The best ride I ever had there was in 1991, when I turned a 56:43 for 40km despite being mired in the move from Fanta Se to Bibleburg. I was logging most of my mileage in the ’83 Toyota longbed but still managed a PR that was only about 10 minutes slower than Kent Bostick’s best time on the course (he didn’t even race that year and still beat me).

Imagine my surprise when a casual check of the Innertubes found that the Paula Higgins Memorial Record Challenge Time Trial is on for the upcoming Labor Day weekend.

Hmm. Now that I’m a geezer I’d be racing the 20km. The way I’ve been training, who knows? I might even be able to break the hour.

Stand and deliver

“I thought it would never end.”

We’re all three of us pooped here at El Rancho Pendejo.

Up too late and too early; chores neglected or mishandled; dinners largely inadequate, poorly timed, and eaten in front of the TV; all so we could hear what the Democrats had to say for themselves.

Two things, basically: First, “We’re not crazy.” And second, “Let’s kick that guy’s ass.”

Most of the speakers said it with more grace, wit, and style, of course. But that was the long and the short of it.

And that’s really all I care about at the moment. It’s a big country in a bigger world, with a metric shit-ton of things that need doing, at home and abroad.

But none of them will get done if we don’t kick that guy’s ass. Wear out a six-pack of kneecaps each if we have to. Leave him and his bootlickers tasting our shoe leather until 2028.

And have a few laughs while we’re doing it.

This guy and his punks and their paymasters can’t stand it when we laugh at them. It makes ’em crazy. Well, OK, crazier.

Maybe that’s why Glen Bateman’s speech to Randall Flagg in Stephen King’s “The Stand” sprang to mind after the DNC finally wrapped up this week.

Once again the dark man was making promises he had no intention of keeping, and Bateman couldn’t help himself — he started laughing at him.

“Stop laughing.”

Glen laughed harder.

“Stop laughing at me!”

“You’re nothing!” Glen said, wiping his streaming eyes and still chuckling. “Oh pardon me … it’s just that we were all so frightened … we made such a business out of you … I’m laughing as much at our own foolishness as at your regrettable lack of substance. …”

It was Bateman’s last laugh. Flagg still had followers eager to do his bidding. But Bateman knew Flagg’s dark magic was on the ebb and said so, loud and clear. Heckled the evil sonofabitch, and not from the safety of the cheap seats, either.

If that ain’t a kick in the ass, I don’t know what is.

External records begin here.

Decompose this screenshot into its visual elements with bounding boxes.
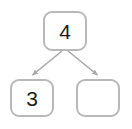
- tree-node-left-child[interactable]: 3: [10, 79, 54, 117]
- edge-root-to-right: [68, 51, 98, 75]
- tree-diagram: 4 3: [0, 0, 132, 129]
- tree-node-root[interactable]: 4: [43, 11, 87, 51]
- tree-node-right-child[interactable]: [76, 79, 120, 117]
- edge-root-to-left: [33, 51, 63, 75]
- tree-node-root-label: 4: [59, 21, 71, 42]
- tree-node-left-child-label: 3: [26, 88, 38, 109]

Now, as you all know, I’m a reasonable fellow. I’ll be happy to hear what an actual Republican candidate has to say, if what remains of the GOP ever manages to resurrect one. Project 2025? Sheeyit. How about some ideas that should’ve been dead and buried years ago, not a lightly reworked Project 1934 from Nuremberg? Or Project 1478 from Spain?

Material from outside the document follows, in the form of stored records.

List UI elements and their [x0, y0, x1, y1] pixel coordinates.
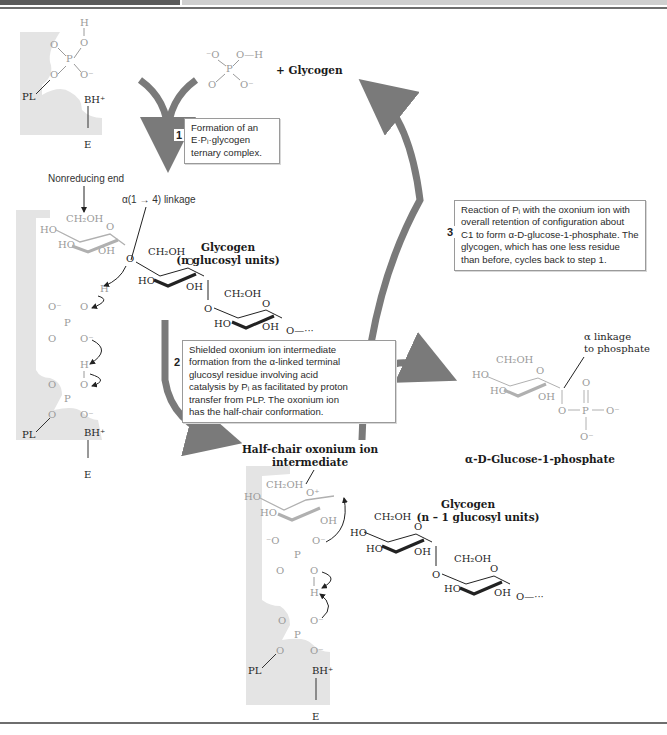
- svg-text:P: P: [226, 63, 233, 74]
- step1-text-line: Formation of an: [191, 122, 273, 134]
- svg-text:HO: HO: [138, 275, 155, 286]
- svg-text:O: O: [204, 303, 212, 314]
- svg-text:O: O: [262, 298, 270, 309]
- svg-text:H: H: [80, 359, 89, 370]
- svg-text:P: P: [582, 405, 589, 416]
- svg-text:O: O: [278, 615, 286, 626]
- svg-text:P: P: [66, 53, 73, 64]
- step3-text-line: glycogen, which has one less residue: [461, 241, 639, 253]
- svg-text:HO: HO: [58, 239, 75, 250]
- step1-box: Formation of an E·Pᵢ·glycogen ternary co…: [184, 118, 280, 164]
- glucose-1-phosphate: CH₂OH O HO HO OH O P O⁻ O O⁻: [472, 354, 619, 442]
- svg-text:E: E: [84, 139, 91, 150]
- enzyme-pocket-2: CH₂OH HO HO OH O O H O⁻ O P O O⁻ H O O P…: [16, 210, 134, 480]
- svg-text:O: O: [208, 79, 216, 90]
- svg-text:OH: OH: [414, 546, 431, 557]
- svg-text:O: O: [490, 563, 498, 574]
- svg-text:PL: PL: [22, 91, 36, 102]
- nonreducing-end-label: Nonreducing end: [48, 173, 124, 184]
- plus-glycogen-label: + Glycogen: [276, 64, 343, 76]
- svg-text:O⁻: O⁻: [80, 409, 93, 420]
- half-chair-label-1: Half-chair oxonium ion: [242, 443, 379, 455]
- svg-text:⁻O: ⁻O: [206, 49, 219, 60]
- svg-text:HO: HO: [244, 491, 261, 502]
- svg-text:O: O: [536, 365, 544, 376]
- glycogen-n1-rings: CH₂OH O HO HO OH O CH₂OH O HO OH O—···: [350, 511, 544, 602]
- svg-text:BH⁺: BH⁺: [312, 665, 333, 676]
- svg-text:CH₂OH: CH₂OH: [148, 246, 186, 257]
- step3-text-line: C1 to form α-D-glucose-1-phosphate. The: [461, 229, 639, 241]
- inorganic-phosphate: ⁻O O—H P O O⁻: [206, 49, 263, 90]
- step2-text-line: transfer from PLP. The oxonium ion: [189, 394, 389, 406]
- svg-text:O: O: [106, 221, 114, 232]
- svg-text:HO: HO: [472, 369, 489, 380]
- step2-text-line: glucosyl residue involving acid: [189, 369, 389, 381]
- svg-text:⁻O: ⁻O: [266, 535, 279, 546]
- svg-text:O: O: [80, 379, 88, 390]
- svg-text:O: O: [48, 333, 56, 344]
- svg-text:CH₂OH: CH₂OH: [66, 213, 104, 224]
- svg-text:O: O: [50, 69, 58, 80]
- step2-text-line: catalysis by Pᵢ as facilitated by proton: [189, 381, 389, 393]
- svg-text:O⁻: O⁻: [310, 615, 323, 626]
- step3-text-line: overall retention of configuration about: [461, 216, 639, 228]
- svg-text:O⁻: O⁻: [48, 301, 61, 312]
- svg-text:CH₂OH: CH₂OH: [266, 479, 304, 490]
- svg-text:CH₂OH: CH₂OH: [224, 288, 262, 299]
- step2-text-line: formation from the α-linked terminal: [189, 356, 389, 368]
- linkage-label: α(1 → 4) linkage: [122, 194, 196, 205]
- svg-text:OH: OH: [262, 321, 279, 332]
- svg-text:P: P: [294, 629, 301, 640]
- svg-text:OH: OH: [538, 391, 555, 402]
- svg-text:P: P: [64, 317, 71, 328]
- svg-text:O: O: [80, 37, 88, 48]
- svg-text:OH: OH: [186, 281, 203, 292]
- svg-text:O—···: O—···: [286, 325, 314, 336]
- step2-number: 2: [172, 356, 182, 368]
- glycogen-n1-subtitle: (n – 1 glucosyl units): [416, 511, 539, 523]
- svg-text:O⁻: O⁻: [580, 431, 593, 442]
- svg-text:OH: OH: [494, 587, 511, 598]
- svg-text:PL: PL: [22, 429, 36, 440]
- svg-text:HO: HO: [214, 318, 231, 329]
- glycogen-n1-title: Glycogen: [441, 498, 495, 510]
- step1-text-line: ternary complex.: [191, 147, 273, 159]
- svg-text:HO: HO: [260, 507, 277, 518]
- step1-number: 1: [174, 129, 184, 141]
- svg-text:HO: HO: [444, 583, 461, 594]
- step3-text-line: Reaction of Pᵢ with the oxonium ion with: [461, 204, 639, 216]
- step2-text-line: Shielded oxonium ion intermediate: [189, 344, 389, 356]
- svg-text:O⁻: O⁻: [80, 333, 93, 344]
- svg-text:HO: HO: [40, 224, 57, 235]
- step3-number: 3: [445, 226, 455, 238]
- svg-text:CH₂OH: CH₂OH: [374, 511, 412, 522]
- svg-text:O⁻: O⁻: [312, 535, 325, 546]
- svg-text:O: O: [414, 521, 422, 532]
- svg-text:P: P: [64, 393, 71, 404]
- svg-text:O⁻: O⁻: [310, 645, 323, 656]
- product-label: α-D-Glucose-1-phosphate: [465, 453, 615, 465]
- step3-box: Reaction of Pᵢ with the oxonium ion with…: [454, 200, 646, 271]
- step2-box: Shielded oxonium ion intermediate format…: [182, 340, 396, 423]
- svg-text:E: E: [84, 469, 91, 480]
- svg-text:O: O: [310, 565, 318, 576]
- svg-text:O: O: [582, 377, 590, 388]
- svg-text:O⁻: O⁻: [240, 79, 253, 90]
- svg-text:O: O: [126, 253, 134, 264]
- svg-text:BH⁺: BH⁺: [84, 94, 105, 105]
- svg-text:O: O: [276, 565, 284, 576]
- svg-text:O: O: [276, 645, 284, 656]
- svg-text:O: O: [558, 405, 566, 416]
- svg-text:O: O: [80, 301, 88, 312]
- svg-text:O⁻: O⁻: [606, 405, 619, 416]
- enzyme-pocket-3: CH₂OH HO HO OH O⁺ ⁻O O⁻ P O O H O O⁻ P O…: [244, 466, 345, 722]
- step2-text-line: has the half-chair conformation.: [189, 406, 389, 418]
- svg-text:OH: OH: [320, 515, 337, 526]
- svg-text:O: O: [432, 569, 440, 580]
- svg-text:H: H: [80, 17, 89, 28]
- svg-text:O: O: [50, 39, 58, 50]
- svg-text:CH₂OH: CH₂OH: [454, 553, 492, 564]
- svg-text:O: O: [186, 256, 194, 267]
- svg-text:PL: PL: [248, 665, 262, 676]
- step1-text-line: E·Pᵢ·glycogen: [191, 134, 273, 146]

Nobody expected the Spanish Inquisition, f’chrissakes.

Our lot doesn’t have all the answers, Dog knows. It’s a bigger tent, occasionally with an embarrassment of clowns and more tabbies than lions.

But I like to think our clowns are mostly marching forward, honking and h’yuking and tripping over their own oversized shoes. And who doesn’t like kitty-cats? Either you already know the answer to that one or I’m preaching to the wrong choir.

So how about we live in the future? It’s just starting now.

The big O

You get a sky shot! And you get a sky shot! And you get a sky shot. …

I have never paid the least bit of attention to Oprah Winfrey, not even when she sat down with Ol’ Whatsisface to chat about how it really wasn’t about the bike.

But after last night I can see why so many other people have.

Holy hell. There must be a metric shit-ton of folks who wish she’d run for office, and even more who pray she never does.

I have paid some attention to Bill Clinton, and often wish I hadn’t, especially after doing it again last night. (See Hunter S. Thompson on Mister Bill in “Better Than Sex: Confessions of a Political Junkie.”)

After watching Mister Bill polish his own idol for the better part of quite some time it was a positive relief to hear Coach Walz singing Americana a cappella. I am not and never will be a football fan, but I’m finding the Democrats’ sense of play in this go-round as refreshing as a cold beer in the cheap seats.